A modern ASIC miner (like the Bitmain Antminer S21) does about 200 terahashes per second — that’s 200,000,000,000,000 hashes per second. Your laptop does about 20 million. The ASIC is 10 million times faster.
Mining Pools: Together We Win
If you’re a solo miner with one ASIC miner, here’s your reality: you’ll find a block, on average, once every several thousand years.
That’s not a great business model.
Enter mining pools. Thousands of miners around the world combine their computing power, share the work, and split the rewards proportionally. It’s like buying a lottery ticket as a group — you win less per person, but you win regularly.
Most mining today happens through pools. The largest pools control a significant percentage of the network’s total hash power, and this has led to concerns about centralization — which brings us to the last and perhaps most important topic.
The Race to Zero: Centralization
There’s a dark side to the story of mining hardware evolution.
Because miners are rational economic actors, they chase the cheapest electricity on earth. Because ASICs are expensive, only well-funded operations can afford them in quantity.

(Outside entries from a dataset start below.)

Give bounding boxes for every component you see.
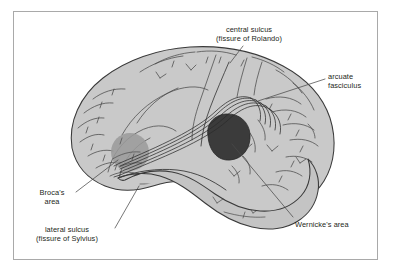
label-lateral-sulcus-line-2: (fissure of Sylvius) xyxy=(20,234,114,243)
label-wernickes-area-line-1: Wernicke's area xyxy=(295,220,349,229)
label-arcuate-fasciculus-line-2: fasciculus xyxy=(328,81,361,90)
label-lateral-sulcus-line-1: lateral sulcus xyxy=(20,225,114,234)
label-brocas-area-line-1: Broca's xyxy=(29,188,75,197)
label-central-sulcus-line-2: (fissure of Rolando) xyxy=(216,34,282,43)
label-arcuate-fasciculus: arcuate fasciculus xyxy=(328,72,361,90)
figure-root: central sulcus (fissure of Rolando) arcu… xyxy=(0,0,397,273)
label-central-sulcus-line-1: central sulcus xyxy=(216,25,282,34)
label-brocas-area: Broca's area xyxy=(29,188,75,206)
leader-line-lateral-sulcus xyxy=(115,186,139,228)
label-central-sulcus: central sulcus (fissure of Rolando) xyxy=(216,25,282,43)
label-wernickes-area: Wernicke's area xyxy=(295,220,349,229)
label-arcuate-fasciculus-line-1: arcuate xyxy=(328,72,361,81)
label-lateral-sulcus: lateral sulcus (fissure of Sylvius) xyxy=(20,225,114,243)
label-brocas-area-line-2: area xyxy=(29,197,75,206)
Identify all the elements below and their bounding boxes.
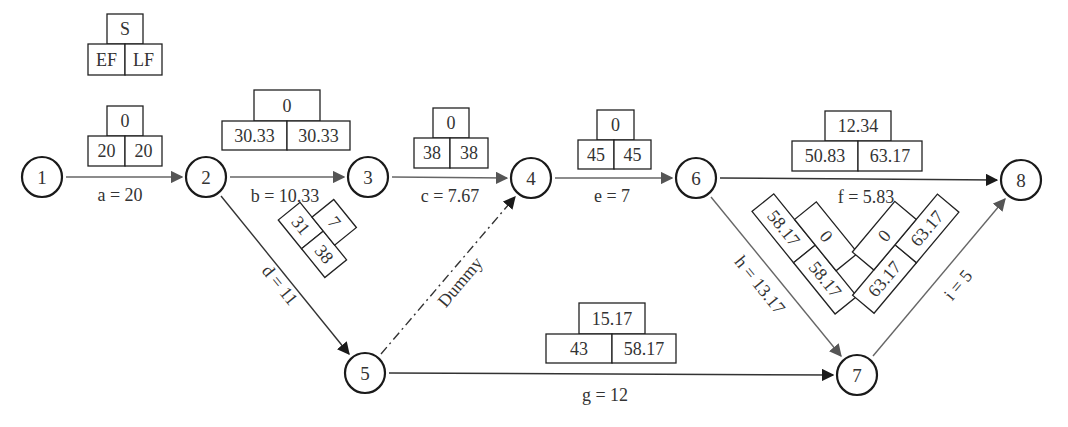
legend-box: S EF LF: [88, 14, 162, 75]
ef-g: 43: [570, 339, 588, 359]
svg-text:6: 6: [691, 168, 701, 189]
label-g: g = 12: [582, 385, 628, 405]
node-4: 4: [511, 158, 551, 198]
legend-lf: LF: [133, 50, 154, 70]
lf-a: 20: [135, 141, 153, 161]
label-d: d = 11: [258, 261, 302, 309]
ef-c: 38: [423, 143, 441, 163]
svg-text:7: 7: [852, 365, 862, 386]
edge-g: [389, 373, 833, 375]
label-f: f = 5.83: [838, 187, 895, 207]
box-a: 0 20 20: [88, 106, 162, 166]
label-c: c = 7.67: [421, 186, 480, 206]
box-b: 0 30.33 30.33: [222, 90, 350, 150]
edge-dummy: [381, 197, 515, 354]
node-1: 1: [22, 157, 62, 197]
svg-text:4: 4: [526, 168, 536, 189]
node-7: 7: [837, 355, 877, 395]
ef-a: 20: [98, 141, 116, 161]
ef-e: 45: [587, 145, 605, 165]
svg-text:5: 5: [360, 363, 370, 384]
svg-text:1: 1: [37, 167, 47, 188]
slack-b: 0: [283, 96, 292, 116]
node-5: 5: [345, 353, 385, 393]
lf-e: 45: [624, 145, 642, 165]
svg-text:3: 3: [363, 167, 373, 188]
lf-f: 63.17: [870, 146, 911, 166]
box-g: 15.17 43 58.17: [546, 303, 676, 363]
node-3: 3: [348, 157, 388, 197]
slack-f: 12.34: [838, 116, 879, 136]
box-c: 0 38 38: [414, 108, 488, 168]
edge-f: [720, 178, 997, 180]
box-e: 0 45 45: [578, 110, 651, 169]
ef-f: 50.83: [805, 146, 846, 166]
label-e: e = 7: [594, 186, 630, 206]
lf-b: 30.33: [298, 126, 339, 146]
node-2: 2: [186, 157, 226, 197]
legend-slack: S: [120, 19, 130, 39]
label-i: i = 5: [940, 266, 977, 304]
label-b: b = 10.33: [251, 186, 320, 206]
box-f: 12.34 50.83 63.17: [792, 111, 922, 171]
slack-c: 0: [447, 113, 456, 133]
slack-a: 0: [121, 111, 130, 131]
activity-network-diagram: S EF LF 0 20 20 0 30.33 30.33: [0, 0, 1068, 427]
slack-g: 15.17: [592, 309, 633, 329]
svg-text:2: 2: [201, 167, 211, 188]
slack-e: 0: [611, 115, 620, 135]
ef-b: 30.33: [234, 126, 275, 146]
lf-g: 58.17: [624, 339, 665, 359]
svg-text:8: 8: [1016, 170, 1026, 191]
label-a: a = 20: [97, 185, 142, 205]
edge-c: [392, 177, 507, 178]
lf-c: 38: [460, 143, 478, 163]
node-6: 6: [676, 158, 716, 198]
label-h: h = 13.17: [731, 252, 790, 318]
legend-ef: EF: [96, 50, 117, 70]
node-8: 8: [1001, 160, 1041, 200]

Because mining is a commodity business with razor-thin margins, it naturally concentrates in places with the lowest costs.

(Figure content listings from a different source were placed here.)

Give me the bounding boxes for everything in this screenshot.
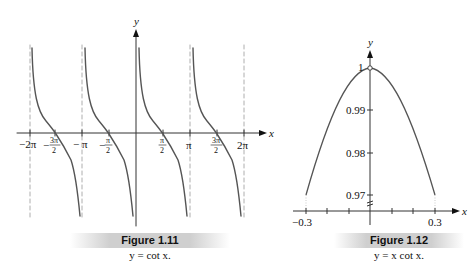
svg-text:2: 2: [106, 146, 110, 155]
svg-text:−: −: [43, 139, 49, 151]
svg-text:3π: 3π: [212, 136, 220, 145]
x-axis-label: x: [461, 205, 467, 217]
figure-title: Figure 1.11: [70, 233, 230, 248]
svg-text:2: 2: [214, 146, 218, 155]
y-axis-arrow: [367, 50, 373, 58]
y-axis-arrow: [133, 29, 139, 37]
figure-title: Figure 1.12: [334, 233, 464, 248]
svg-text:π: π: [106, 136, 110, 145]
x-tick-0.3: 0.3: [428, 216, 442, 228]
y-tick-1: 1: [358, 61, 364, 73]
tick-label-neg-pi: − π: [73, 138, 88, 150]
open-circle: [368, 66, 372, 70]
figure-caption: y = cot x.: [70, 249, 230, 262]
caption-fig-1-12: Figure 1.12 y = x cot x.: [334, 233, 464, 262]
tick-label-neg-2pi: −2π: [19, 138, 37, 150]
xcotx-plot: y x 1 0.99 0.98 0.97 −0.3 0.3: [292, 36, 467, 228]
figure-caption: y = x cot x.: [334, 249, 464, 262]
y-axis-label: y: [367, 36, 373, 48]
svg-text:−: −: [99, 139, 105, 151]
x-axis-arrow: [259, 130, 267, 136]
x-axis-arrow: [452, 208, 460, 214]
tick-label-pi: π: [186, 139, 192, 151]
svg-text:2: 2: [52, 146, 56, 155]
x-axis-label: x: [268, 127, 274, 139]
y-axis-label: y: [133, 15, 139, 27]
x-tick-neg-0.3: −0.3: [292, 216, 312, 228]
y-tick-0.98: 0.98: [346, 147, 366, 159]
caption-fig-1-11: Figure 1.11 y = cot x.: [70, 233, 230, 262]
tick-label-2pi: 2π: [237, 139, 249, 151]
cot-plot: y x −2π − 3π 2 − π − π 2 π 2 π 3π 2 2π: [17, 15, 274, 226]
vertical-asymptotes: [30, 45, 244, 218]
y-tick-0.97: 0.97: [346, 189, 366, 201]
svg-text:π: π: [160, 136, 164, 145]
y-tick-0.99: 0.99: [346, 104, 366, 116]
svg-text:2: 2: [160, 146, 164, 155]
svg-text:3π: 3π: [50, 136, 58, 145]
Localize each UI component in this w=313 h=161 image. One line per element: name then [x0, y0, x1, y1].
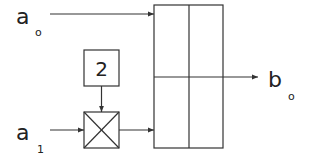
- output-b0-subscript: o: [288, 90, 295, 103]
- input-a0-letter: a: [16, 4, 29, 29]
- input-a0-label: a o: [16, 4, 42, 39]
- input-a1-letter: a: [16, 120, 29, 145]
- diagram-canvas: a o 2 a 1 b o: [0, 0, 313, 161]
- constant-box: 2: [84, 50, 119, 86]
- input-a1-subscript: 1: [37, 143, 44, 156]
- main-block: [154, 5, 223, 148]
- multiplier-box: [84, 112, 119, 148]
- output-b0-letter: b: [268, 67, 282, 92]
- input-a0-subscript: o: [35, 26, 42, 39]
- input-a1-label: a 1: [16, 120, 44, 156]
- constant-box-label: 2: [95, 57, 108, 81]
- output-b0-label: b o: [268, 67, 295, 103]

As a result, Bitcoin mining has become surprisingly centralized:
- Geography: A large percentage of mining hash power is concentrated in a handful of regions — historically China (before the 2021 ban), now the United States (especially Texas), Kazakhstan, and Russia.
- Hardware: A single company, Bitmain, produces the majority of ASIC miners.

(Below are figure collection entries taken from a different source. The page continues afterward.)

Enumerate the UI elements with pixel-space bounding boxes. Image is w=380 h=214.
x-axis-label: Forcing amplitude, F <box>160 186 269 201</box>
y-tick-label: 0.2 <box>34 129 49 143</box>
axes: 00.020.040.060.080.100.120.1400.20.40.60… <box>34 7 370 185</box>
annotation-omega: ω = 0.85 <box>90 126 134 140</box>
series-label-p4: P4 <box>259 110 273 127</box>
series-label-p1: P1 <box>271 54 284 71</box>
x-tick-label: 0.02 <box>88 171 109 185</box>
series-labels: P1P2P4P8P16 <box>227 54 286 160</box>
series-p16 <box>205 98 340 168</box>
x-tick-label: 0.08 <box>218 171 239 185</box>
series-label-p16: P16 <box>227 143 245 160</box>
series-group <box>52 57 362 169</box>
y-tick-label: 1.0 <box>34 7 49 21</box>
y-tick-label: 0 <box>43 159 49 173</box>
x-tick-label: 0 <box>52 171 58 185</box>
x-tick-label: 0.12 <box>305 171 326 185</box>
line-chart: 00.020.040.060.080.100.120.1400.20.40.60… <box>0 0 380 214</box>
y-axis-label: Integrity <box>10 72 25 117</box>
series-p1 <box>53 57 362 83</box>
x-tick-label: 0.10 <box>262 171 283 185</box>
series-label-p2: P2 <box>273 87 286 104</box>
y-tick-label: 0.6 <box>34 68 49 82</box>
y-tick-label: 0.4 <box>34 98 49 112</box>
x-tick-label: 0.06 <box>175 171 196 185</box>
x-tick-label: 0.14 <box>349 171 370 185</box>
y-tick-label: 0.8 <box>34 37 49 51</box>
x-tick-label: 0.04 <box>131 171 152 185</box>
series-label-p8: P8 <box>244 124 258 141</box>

- Pools: The top 3-4 mining pools control more than half of the network’s hash power.
This seems to contradict Bitcoin’s promise of decentralization. And it does, to some extent. But there are important counter-factors:
-
Anyone can start mining. ASICs are expensive but not impossibly so — a decent machine costs a few thousand dollars. You can plug it into a pool and start earning immediately.
-
Miners don’t control the protocol. Even if one pool controls 51% of hash power (which would be dangerous), they can’t change Bitcoin’s rules. They can only temporarily reorder transactions or double-spend their own coins. They can’t create Bitcoin out of thin air, change the supply cap, or steal coins from anyone.
-
Incentives align. A mining pool that attacks the network would destroy the value of Bitcoin — and therefore destroy the value of its own expensive mining equipment. The rational choice is to play by the rules.
-
New technology is emerging. Mining chips are getting more efficient, and new form factors (like immersion cooling and containerized mining farms) are expanding where mining is viable.
Still, the centralization of mining is a real concern that Bitcoin’s community continues to debate. It’s one of the few areas where the system’s incentives aren’t perfectly aligned with its ideals.
The Big Picture
Mining is Bitcoin’s engine of security, its method of distribution, and its heartbeat.
- Security: Proof of Work makes the blockchain immutable, anchoring every transaction in real-world energy expenditure.
- Distribution: The block reward slowly and predictably distributes new Bitcoin to those who secure the network.
- Heartbeat: The difficulty adjustment ensures a steady, predictable rhythm of one block every ten minutes.
In Part 4, we’ll dive into the economics: why only 21 million Bitcoin will ever exist, what happens when the block reward keeps halving, and how scarcity drives value.
But for now, here’s what to remember: Bitcoin mining isn’t really about finding coins. It’s about making the network impossible to attack. The energy, the hardware, the competition — it all serves one purpose: creating a ledger that no one can rewrite.
That’s Proof of Work. And it’s one of the most elegant solutions to a hard problem ever invented.
Continue to [Part 4: Why Only 21 Million? — Scarcity and the Halving →](Part 4 - Scarcity and the Halving.md)
Part 3 of the Bitcoin for Beginners series. Next: why Bitcoin’s supply is capped at 21 million, how the halving works, and what happens when the last Bitcoin is mined.